Caitlin McEwan Will Return to Edinburgh Fringe With TWO LITTLE PIGS
The absurdist two-hander will play at the Fringe, exploring hypermasculinity through a darkly comic lens.
Edinburgh-born actor, writer and former winner of the Charlie Hartill Fund, Caitlin McEwan will return to the Edinburgh Fringe with Two Little Pigs, a dark and absurdist two-hander that spotlights the seductive pull of hypermasculinity and the dangers it poses to women and men.
Following a young man whose worldview has become corrupted by resentment towards the women in his life (and beyond) who have power over him, and insecurity around his inability to find his role and how to be needed as a man in the modern world, the play interrogates the allure of rigid ideas and rules when it comes to gender roles and what happens when those beliefs collide with a female talking pig! Sharp, surreal, wickedly funny and unexpectedly moving, the play places a harsh spotlight on society's responsibility for the male loneliness epidemic and those (particularly women) caught in its clutches, without letting men absolve themselves of their own toxic behaviour.
When Mark's long-term girlfriend leaves him following his descent into Andrew Tate rhetoric and protein-obsessed alpha-male thinking, he adopts a pet pig - something he can control, something uncomplicated. Dumped, in denial, and desperate, Mark is seeking easy companionship. But Pig, played by the same actor as his ex-girlfriend, has other ideas. And so, Mark finds himself living with a walking, talking hog obsessed with feminist literature and determined to dismantle his worldview one argument at a time.
Raised on a progressive all-female farm and armed with half-understood feminist theory, Pig has developed a taste for Simone de Beauvoir's The Second Sex (despite her obvious lack of opposable thumbs) and ecstatic dance and seeks to challenge Mark's ideology at every possible opportunity. What follows is a turbulent and unexpectedly moving relationship: Mark attempts to impose his ideas about masculinity, power and traditional gender roles onto Pig; she pushes him to reconsider how he relates to women and vulnerability and what he feels the world owes him. As their chaotic bond deepens, the play blurs the line between human and animal. Pig reluctantly begins to recognise the source of Mark's confusion, anger and disconnection whilst Mark unwillingly realises that the myth of male superiority only leads to more pain and isolation. Radical compassion and empathy might just unite these two polar-opposite figures after all…but just as a truce seems possible, the play shatteringly questions whether hope can really survive against man's basest animal instincts.
Bold, surreal and politically sharp, Two Little Pigs speaks directly to some of the most urgent cultural conversations of the moment: the rise of the manosphere, male loneliness and the women who are too often the victims of something they had no hand in creating. Told through a sharply comic female perspective, the play explores the seductive pull of certainty and binary thinking in an unstable and nuanced world, what men are really searching for in their quest to prove superiority, and who is expected to continually pick up the pieces and suffer the consequences when these constructed worldviews of male domination inevitably crumble.
Two Little Pigs performs 5th to 30th August (not 17th and 24th) at Pleasance Courtyard's The Green at 19:45.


● **About this task**: Copy out each line of the entries where the word "hatched" is present.

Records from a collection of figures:
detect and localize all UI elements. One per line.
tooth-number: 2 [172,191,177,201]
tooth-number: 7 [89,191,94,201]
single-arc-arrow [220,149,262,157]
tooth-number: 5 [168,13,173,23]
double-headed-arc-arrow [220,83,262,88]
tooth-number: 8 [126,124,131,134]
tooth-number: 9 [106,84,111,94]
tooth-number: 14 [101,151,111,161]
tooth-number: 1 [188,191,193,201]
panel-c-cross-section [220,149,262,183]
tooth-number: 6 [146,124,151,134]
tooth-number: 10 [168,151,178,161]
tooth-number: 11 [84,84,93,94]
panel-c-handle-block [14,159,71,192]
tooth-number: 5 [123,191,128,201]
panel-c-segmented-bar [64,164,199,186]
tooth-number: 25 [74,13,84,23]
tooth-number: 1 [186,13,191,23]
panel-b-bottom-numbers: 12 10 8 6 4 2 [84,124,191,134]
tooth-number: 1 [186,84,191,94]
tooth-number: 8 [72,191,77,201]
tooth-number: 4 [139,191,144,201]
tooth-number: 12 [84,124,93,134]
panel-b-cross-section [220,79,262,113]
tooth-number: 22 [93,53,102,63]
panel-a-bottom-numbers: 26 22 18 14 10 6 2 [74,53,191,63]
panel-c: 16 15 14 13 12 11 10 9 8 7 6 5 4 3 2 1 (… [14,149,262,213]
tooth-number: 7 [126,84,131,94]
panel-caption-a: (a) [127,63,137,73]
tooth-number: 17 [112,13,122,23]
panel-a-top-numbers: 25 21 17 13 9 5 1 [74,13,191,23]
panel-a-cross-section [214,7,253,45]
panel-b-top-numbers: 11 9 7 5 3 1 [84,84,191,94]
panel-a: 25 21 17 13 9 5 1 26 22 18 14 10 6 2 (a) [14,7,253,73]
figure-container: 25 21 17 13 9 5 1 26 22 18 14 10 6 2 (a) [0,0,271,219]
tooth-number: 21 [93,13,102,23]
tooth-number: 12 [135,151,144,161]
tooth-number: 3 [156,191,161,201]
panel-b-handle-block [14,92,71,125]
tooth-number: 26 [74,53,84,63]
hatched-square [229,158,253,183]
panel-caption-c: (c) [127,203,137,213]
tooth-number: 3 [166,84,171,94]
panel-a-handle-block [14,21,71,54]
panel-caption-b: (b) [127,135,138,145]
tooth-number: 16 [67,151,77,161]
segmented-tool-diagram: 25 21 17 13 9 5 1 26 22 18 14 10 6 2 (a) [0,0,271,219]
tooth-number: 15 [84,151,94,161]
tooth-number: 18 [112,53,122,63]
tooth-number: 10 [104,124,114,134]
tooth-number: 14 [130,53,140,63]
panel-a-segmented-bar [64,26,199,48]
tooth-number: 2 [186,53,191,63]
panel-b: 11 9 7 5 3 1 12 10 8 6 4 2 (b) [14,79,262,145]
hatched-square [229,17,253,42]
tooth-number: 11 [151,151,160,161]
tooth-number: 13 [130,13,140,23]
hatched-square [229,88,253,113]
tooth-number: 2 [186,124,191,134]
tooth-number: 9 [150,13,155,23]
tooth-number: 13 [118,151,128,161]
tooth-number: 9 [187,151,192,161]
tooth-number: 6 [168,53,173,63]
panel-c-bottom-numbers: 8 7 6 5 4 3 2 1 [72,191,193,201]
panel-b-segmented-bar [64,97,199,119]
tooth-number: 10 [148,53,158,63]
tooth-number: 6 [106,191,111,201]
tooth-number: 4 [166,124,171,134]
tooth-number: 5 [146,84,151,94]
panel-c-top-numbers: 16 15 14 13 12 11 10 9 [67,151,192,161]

● **Finished exercise**:
hatched-square [229,158,253,183]
hatched-square [229,17,253,42]
hatched-square [229,88,253,113]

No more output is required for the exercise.